Nathan Mayer Rothschild

Nathan Mayer Rothschild

NameNathan Mayer Rothschild
TitleGerman-born British financier (1777–1836)
GenderMale
Birthday1777-09-16
nationalityUnited Kingdom of Great Britain and Ireland
Sourcehttps://www.wikidata.org/wiki/Q547291
pptraceView Family Tree
LastUpdate2025-11-26T23:30:58.584Z

Introduction

Nathan Mayer Rothschild (16 September 1777 – 28 July 1836), also known as Baron Nathan Mayer Rothschild, was a banker, businessman, and financier of German and British nationality. He was born in Frankfurt am Main, within the Holy Roman Empire (present-day Germany), and was a member of the prominent Rothschild family of Ashkenazi Jewish descent. His parents were Mayer Amschel Rothschild and Guttle (née Schnapper). He was the third of five brothers who later expanded the family’s banking interests across Europe; his siblings were Amschel Mayer Rothschild, Salomon Mayer Rothschild, Carl Mayer Rothschild, and James Mayer Rothschild. The family also included five sisters, notably Henriette Rothschild, who married Abraham Montefiore.

In 1798, at the age of 21, Nathan Rothschild moved to Manchester, England, where he established a business involved in textile trade and finance. Subsequently, he relocated to London and began dealing on the London Stock Exchange from 1804. His banking enterprise, initiated in 1805, traded in financial instruments such as foreign bills and government securities. Rothschild became a member of the Emulation Lodge, No. 21, of the Premier Grand Lodge of England, joining on 24 October 1802.

From 1809, Rothschild expanded his business into gold bullion trading, which became a foundational aspect of N. M. Rothschild & Sons. In 1811, he began negotiating with Commissary-General John Charles Herries to transfer funds for the payment of Wellington’s troops deployed in Portugal and Spain during the Napoleonic Wars. These operations included disbursing subsidies to British allies following Napoleon’s Russian campaign.

Throughout the 1840s, Rothschild and other financiers faced accusations from French socialists regarding their profitability from the Napoleonic Wars, including claims—later disputed—about Rothschild’s alleged early knowledge of the Battle of Waterloo. A 19th-century work by Georges Marie Mathieu-Dairnvaell, published under the pseudonym "Satan," claimed that Rothschild had used advance intelligence to speculate profitably on the London Stock Exchange during Waterloo, though modern historians such as Niall Ferguson suggest that while Rothschild's couriers may have obtained news first, the financial gains were realized over a more extended period and were based on a broader set of strategies.

In 1816, Rothschild’s brothers were ennobled by the Emperor of Austria, acquiring the title of Freiherr (Baron), and receiving the style "von Rothschild." Nathan Meyer Rothschild was granted the same title in 1822, along with his brothers, making him a Baron in the Austrian nobility. He generally did not adopt the title for official use in England; however, Queen Victoria authorized the use of the Austrian title in the United Kingdom in 1838, two years after his death.

Rothschild played a significant role in government securities, arranging a £5 million loan to Prussia in 1818 and providing substantial funds to support the Bank of England during liquidity crises in the 1820s. In addition, he co-founded the Alliance Assurance Company in 1824 with his brother-in-law Sir Moses Montefiore, which later merged to form Sun Alliance.

During the period following the Slavery Abolition Act 1833 and the Slave Compensation Act 1837, Rothschild, along with Montefiore, loaned the British government £15 million to compensate slave owners for enslaved individuals; this loan was ultimately paid off by British taxpayers. Rothschild was identified as a beneficiary under the slave compensation scheme, having received a payment of £2,571 (approximately £308,196 in 2023) for a plantation in Antigua that included 158 enslaved persons.

In 1835, Rothschild acquired the rights to the Almadén mercury mines in southern Spain through a contract with the Spanish government, securing a significant European mercury monopoly. In June 1836, he traveled to Frankfurt for his son Lionel’s wedding but fell ill and died there at the age of 58 on 28 July 1836. His body was transported back to London for burial; his funeral procession on 8 August proceeded from his residence on New Court in the City of London to the Brady Street Ashkenazi Cemetery in Whitechapel.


- Task description: Every line of the material is to be returned verbatim. Pictures stay out.

- Data:
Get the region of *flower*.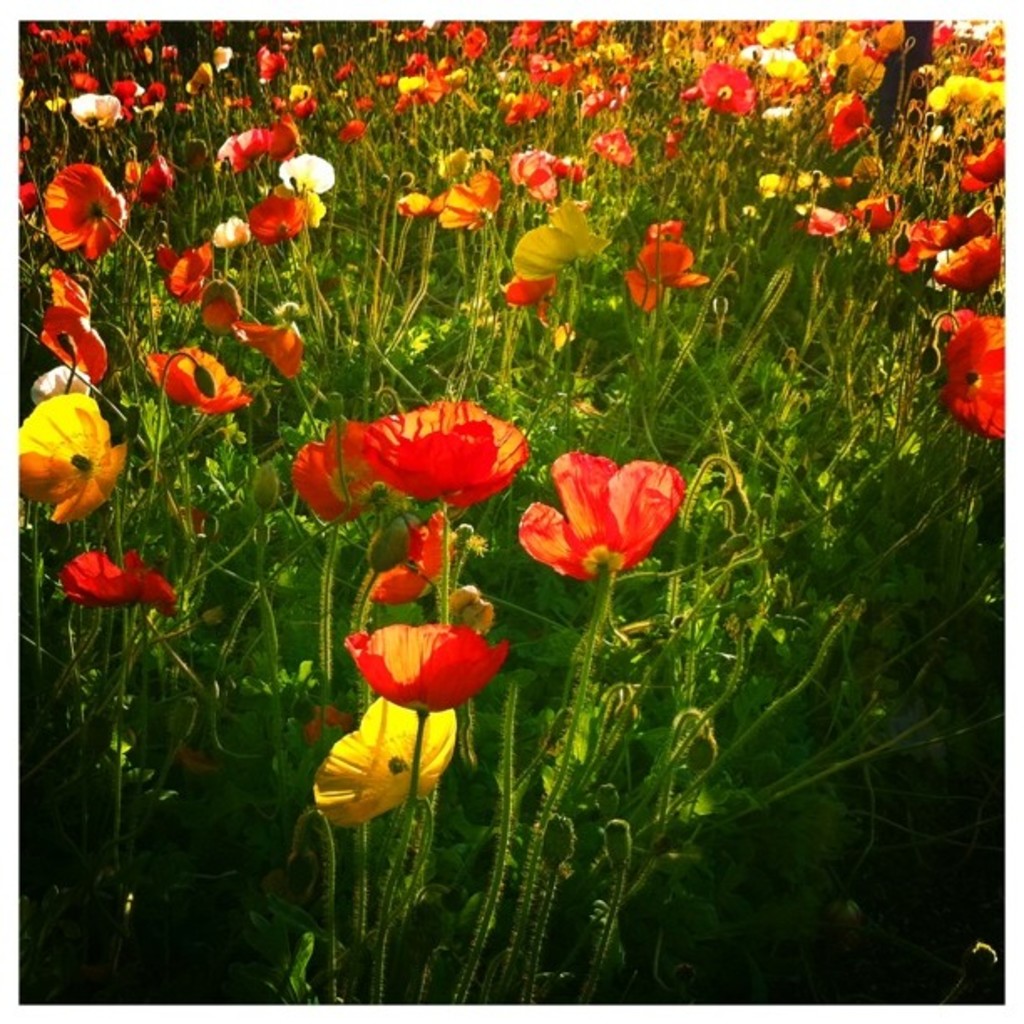
bbox=[929, 231, 1006, 294].
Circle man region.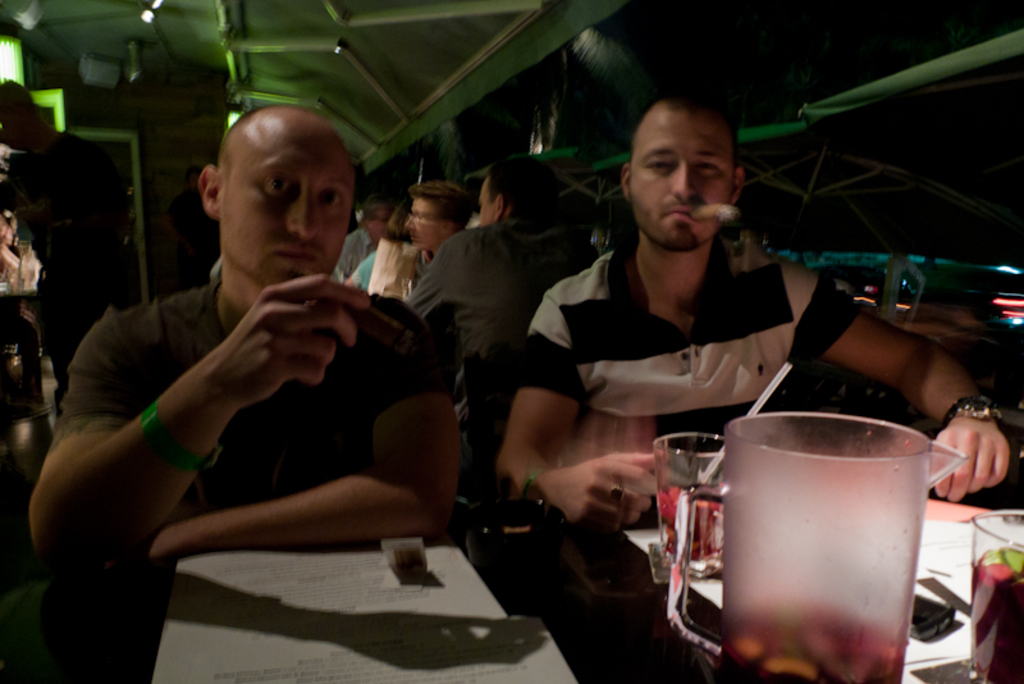
Region: select_region(337, 200, 401, 282).
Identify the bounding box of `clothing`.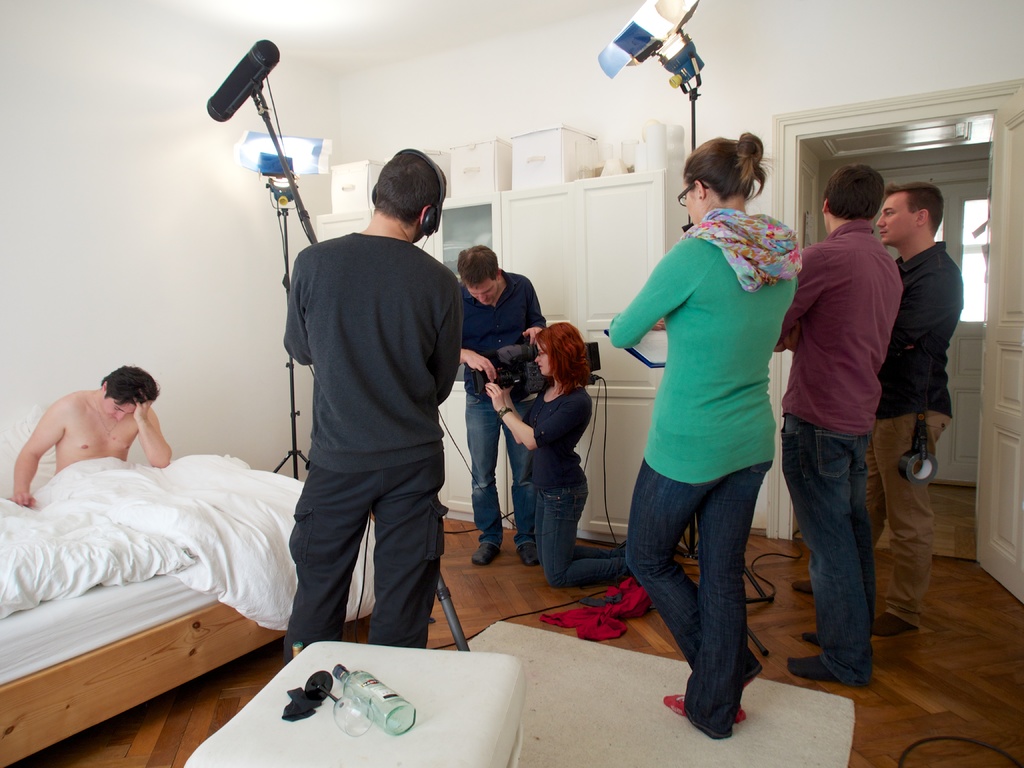
(x1=863, y1=237, x2=969, y2=631).
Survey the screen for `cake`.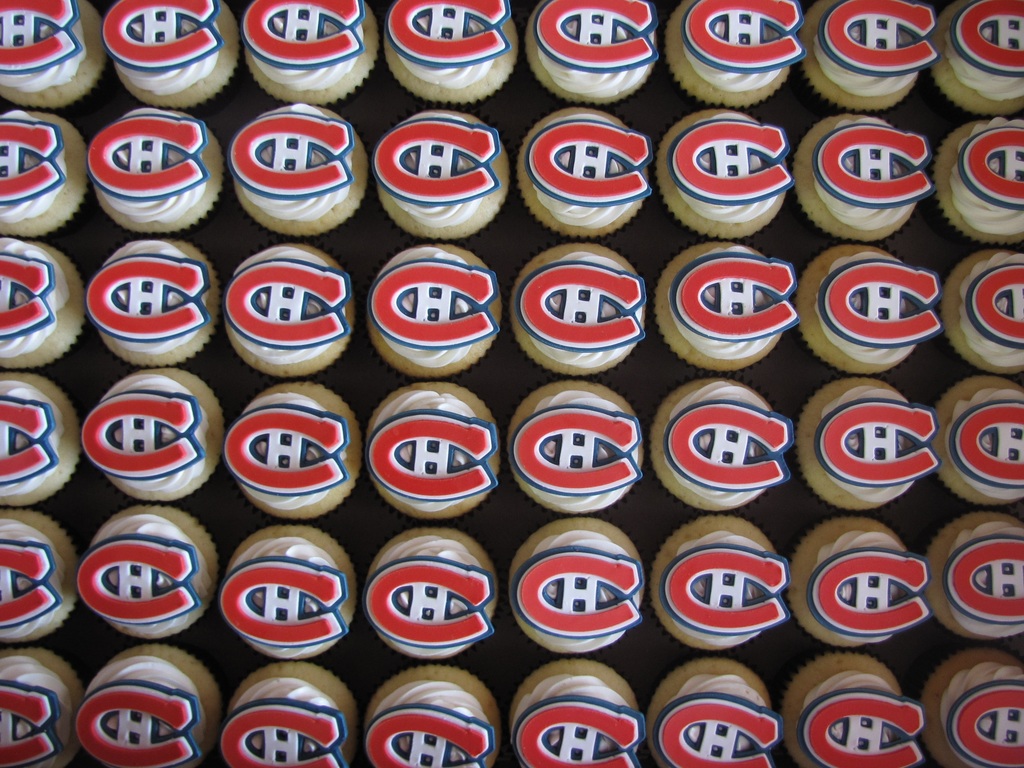
Survey found: select_region(639, 234, 808, 383).
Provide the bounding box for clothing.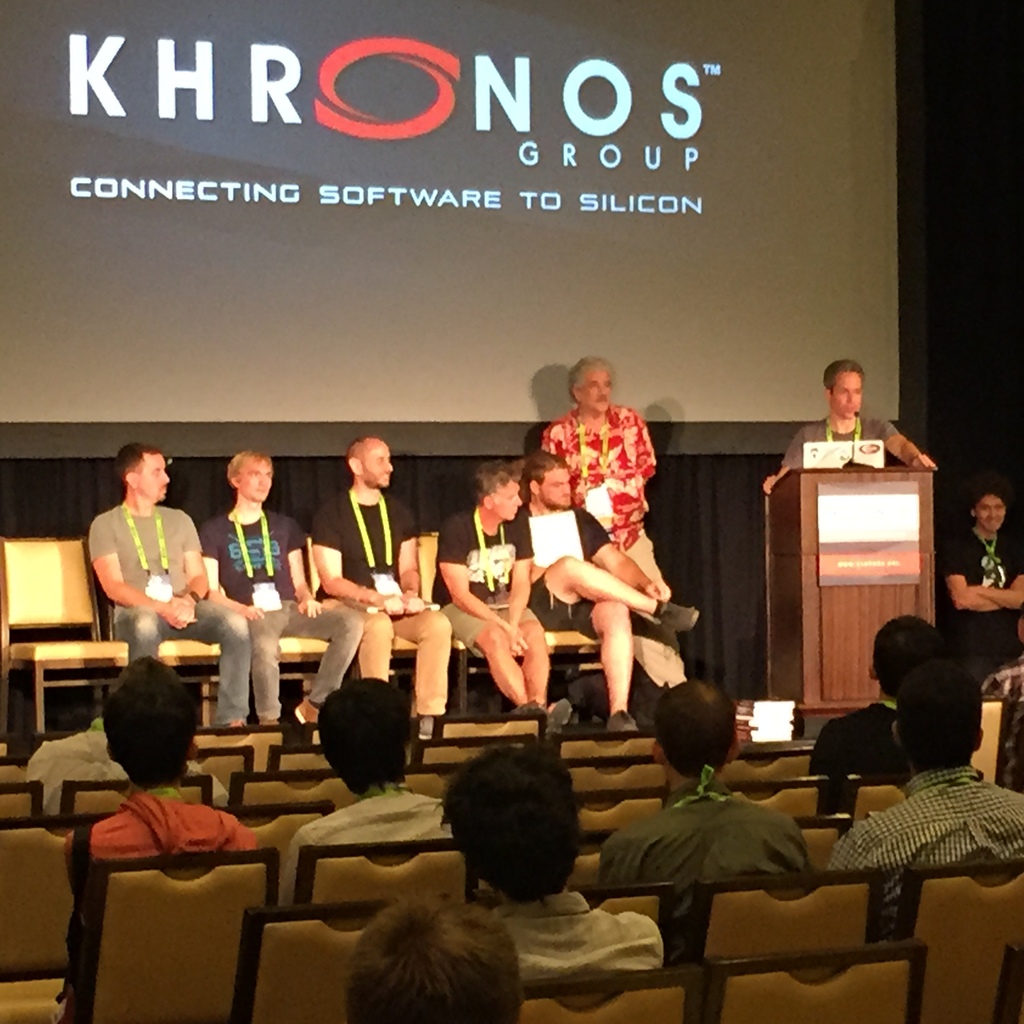
x1=436, y1=507, x2=541, y2=659.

- Written answer:
Get the region of *flower*.
bbox=[929, 231, 1006, 294].
Circle man region.
Region: select_region(337, 200, 401, 282).
Identify the bounding box of `clothing`.
(x1=863, y1=237, x2=969, y2=631).
Survey the screen for `cake`.
Survey found: select_region(639, 234, 808, 383).
Provide the bounding box for clothing.
x1=436, y1=507, x2=541, y2=659.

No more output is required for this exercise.